Lyrissa Lidsky Joins Florida Law as Ehrlich Chair in Constitutional Law
The University of Florida Levin College of Law is pleased to announce Professor Lyrissa Lidsky will join the UF Law faculty as a Raymond & Miriam Ehrlich Chair in U.S. Constitutional Law starting in August 2022.
Lidsky returns to the Florida Law faculty, where she taught from 1994-2017, after serving as Dean of the University of Missouri School of Law for the past five years. Among many other achievements, Lidsky increased enrollment at Missouri by more than 50 percent, including raising the credentials of incoming students each year and increasing the percentage of women to the highest level in school history. She also improved job placement and funding for the college, including securing the largest gift in school history. In addition to serving as dean, Lidsky also continued to teach and write, focusing on the intersection of Tort Law and the First Amendment, with an emphasis on free speech issues in social media.

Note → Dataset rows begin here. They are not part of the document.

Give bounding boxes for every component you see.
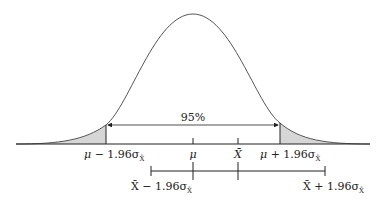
xbar-label: X̄ bbox=[233, 148, 243, 161]
lower-bound-label: μ − 1.96σX̄ bbox=[84, 148, 144, 163]
normal-distribution-diagram: 95% μ − 1.96σX̄ μ X̄ μ + 1.96σX̄ X̄ − 1.… bbox=[0, 0, 387, 203]
upper-bound-label: μ + 1.96σX̄ bbox=[260, 148, 320, 163]
right-tail-region bbox=[280, 123, 370, 144]
95-percent-label: 95% bbox=[181, 111, 205, 124]
interval-upper-label: X̄ + 1.96σX̄ bbox=[303, 180, 364, 195]
bell-curve bbox=[16, 14, 370, 144]
interval-lower-label: X̄ − 1.96σX̄ bbox=[131, 180, 192, 195]
mu-label: μ bbox=[189, 148, 196, 161]
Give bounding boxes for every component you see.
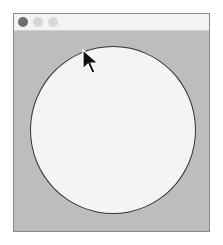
app-window: [13, 13, 210, 232]
arrow-cursor-icon: [82, 49, 100, 75]
title-bar[interactable]: [14, 14, 209, 31]
maximize-button[interactable]: [48, 17, 58, 27]
circle-shape[interactable]: [30, 46, 196, 214]
drawing-canvas[interactable]: [14, 31, 209, 231]
close-button[interactable]: [18, 17, 28, 27]
minimize-button[interactable]: [33, 17, 43, 27]
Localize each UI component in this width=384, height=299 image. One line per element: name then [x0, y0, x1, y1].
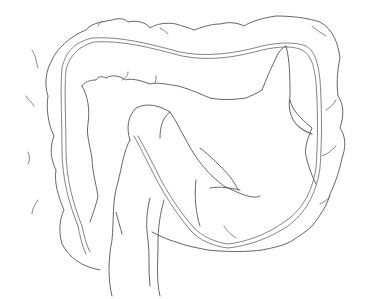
colon-diagram	[0, 0, 384, 299]
haustra-marks	[26, 21, 336, 238]
inner-outline	[82, 46, 316, 222]
lumen-tube	[61, 38, 321, 254]
sigmoid-loop	[109, 105, 260, 296]
colon-illustration	[0, 0, 384, 299]
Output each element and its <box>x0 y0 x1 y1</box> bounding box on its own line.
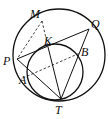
label-Q: Q <box>91 18 100 30</box>
segment-QT <box>61 29 89 99</box>
label-M: M <box>30 8 40 20</box>
label-K: K <box>44 35 52 47</box>
label-B: B <box>81 46 88 58</box>
label-A: A <box>19 74 26 86</box>
label-P: P <box>3 55 10 67</box>
label-T: T <box>55 104 62 116</box>
segment-PQ <box>17 29 89 59</box>
inner-circle <box>27 44 83 100</box>
segment-KT <box>48 47 61 99</box>
geometry-diagram: M Q P K B A T <box>0 0 108 119</box>
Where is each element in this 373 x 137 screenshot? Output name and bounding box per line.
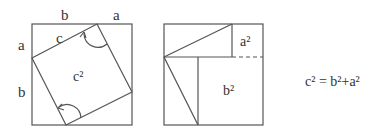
triangle-diagonal-top (164, 24, 232, 57)
label-top-b: b (61, 7, 69, 23)
rotation-arc-bottom (59, 104, 81, 118)
label-side-a: a (18, 37, 25, 53)
label-a-squared: a² (240, 34, 250, 49)
equation: c² = b²+a² (305, 74, 360, 89)
right-panel: a² b² (164, 24, 263, 125)
label-c-squared: c² (73, 69, 83, 84)
pythagoras-diagram: b a a b c c² a² b² c² = b²+a² (0, 0, 373, 137)
triangle-diagonal-bottom (164, 57, 198, 125)
left-panel: b a a b c c² (18, 7, 132, 125)
label-hyp-c: c (56, 30, 63, 46)
label-side-b: b (18, 84, 26, 100)
label-top-a: a (113, 7, 120, 23)
label-b-squared: b² (223, 83, 234, 98)
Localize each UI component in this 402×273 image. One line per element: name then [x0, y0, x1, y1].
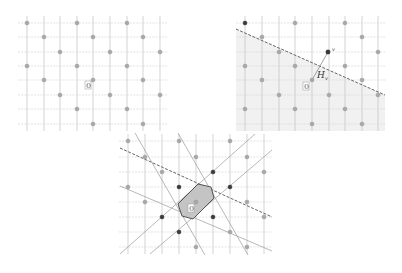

Lidsky’s scholarship includes a leading Media Law casebook, a First Amendment casebook, a reference book on press freedom, and dozens of articles, including a recent article on threats in social media in California Law Review, with UF Law alum Linda Riedemann Norbut. In the last six months, Lidsky has presented her new article on defamation reform at Yale Law School’s Freedom of Expression Scholars’ Conference and University of California Irvine Law’s Defamation and Philosophy Conference. The fourth edition of her First Amendment Law casebook (with Krotosznski, Jr., Corbin, and Zick) is forthcoming. Her work on anonymous speech has been cited by a number of state supreme courts and the highest courts of Canada and Hong Kong.
Since 2019, Lidsky has served as the Co-Reporter for the American Law Institute’s Restatement of Defamation & Privacy. She has also won various teaching awards during her nearly 30-year teaching career.
Before becoming a law professor, Lidsky served as a clerk for the Honorable Joseph T. Sneed of the United States Court of Appeals for the Ninth Circuit in San Francisco. Before law school, she was a Fulbright Scholar at Cambridge University in England, studying medieval legal history and early development of the Common Law.
Lidsky received her bachelor’s degree, summa cum laude, in English and political science from Texas A&M University and her law degree from the University of Texas School of Law with high honors.